In order to embrace abundance, we have to live with a spirit of gratitude for all things and an appreciation for all that contributes to the end result. To truly appreciate freedom, we have to be grateful for those who defend our freedom, and especially those who have paid the ultimate price for that freedom. To appreciate material things, we ought to have a sense of the hard-earned money that has provided those things.
There is a joke told about a young girl living away from home for the first time complaining to her mother about having to buy groceries, pay the light bill and the water bill. “Now you know how I feel,” the mother says.
The daughter responds, “How would you understand? You live at home?”
It is human nature to take things for granted. When it comes to the things we enjoy in abundance, most of us “live at home.” Sometimes I complain to my husband that he doesn’t notice and/or appreciate the things I do to keep our household running. I’m not just talking about whether or not I did the dishes. I’m talking about when he gets pulled over for having a taillight out on the car and opens the glove box and finds the registration, the new insurance card, the inspection information, all there magically up to date. He once so kindly pointed out that on payday I don’t always remember to be grateful for the money that magically appears in the bank so that I can pay the insurance and registration on the car.
Gratitude, it would seem, is more likely to be found in those who have things in limited amounts or
ho have lost something precious for a time. Someone in poor health so greatly appreciates a day without pain. Those of us who wake feeling good every morning expect robust health as our due and are often sidelined by small aches and pains that are so minor they don’t even register to the person who lives with chronic debilitating pain.
To remember to be grateful for the freedoms we have always enjoyed is sometimes a challenge. Amanda Knox, a student from Seattle who was wrongfully convicted of murder in Italy and who is finally home, likely appreciates freedom in a way she never did before.
Is it possible that an abundance of problems can bless our lives? I am not one of those people who rushes to the pulpit to share how grateful I am for my trials. I don’t believe those who say the pioneers never complained. It almost always takes me several years to get perspective on the difficulties I have experienced, but it is true that the loss of a loved one can make us strive harder for heaven. It can increase our appreciation for those who are with us now. And it can be exceedingly difficult to experience. But part of embracing abundance is being grateful for the rain that makes the flowers (and the weeds) grow and that, when it ceases, causes us to fully rejoice and notice when the sun comes out.
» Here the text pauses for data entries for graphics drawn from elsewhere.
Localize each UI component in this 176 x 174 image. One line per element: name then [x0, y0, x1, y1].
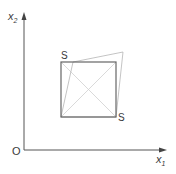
diagram-canvas: x2 x1 O S S — [0, 0, 176, 174]
x-axis-label: x1 — [155, 153, 166, 167]
x-axis-arrow-icon — [159, 148, 167, 153]
corner-label-top-left: S — [61, 50, 68, 61]
y-axis-label: x2 — [7, 10, 18, 24]
origin-label: O — [12, 145, 21, 157]
corner-label-bottom-right: S — [118, 112, 125, 123]
y-axis-arrow-icon — [22, 12, 27, 20]
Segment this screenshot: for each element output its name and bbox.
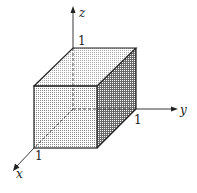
cube-diagram: z 1 y 1 x 1	[0, 0, 197, 193]
x-tick-label: 1	[35, 149, 43, 163]
y-axis-label: y	[179, 103, 187, 117]
z-tick-label: 1	[78, 34, 86, 48]
x-axis-label: x	[16, 167, 23, 181]
y-axis	[136, 107, 178, 112]
y-arrow-icon	[171, 107, 178, 112]
z-arrow-icon	[71, 6, 76, 13]
z-axis	[71, 6, 76, 48]
z-axis-label: z	[78, 6, 86, 20]
y-tick-label: 1	[134, 113, 142, 127]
Among the definitions I found for abundance was “a fullness of spirit that overflows.” I wonder if God ever complains about his children having an “entitlement mentality.” The question should not be whether our glass is half full or half empty. If only we could see that it is overflowing. Especially here in Hilo.
Susan writes fiction that is humorous without being contrived, true-to-life without being depressing, uplifting without being preachy and romantic without being sappy. She lives on the Big Island of Hawaii with her husband, Thom. They have a blended family of six children and are adding new above-average adorable grandchildren all the time. She enjoys traveling, spoiling her grandchildren and anything creative she can do in place of housework.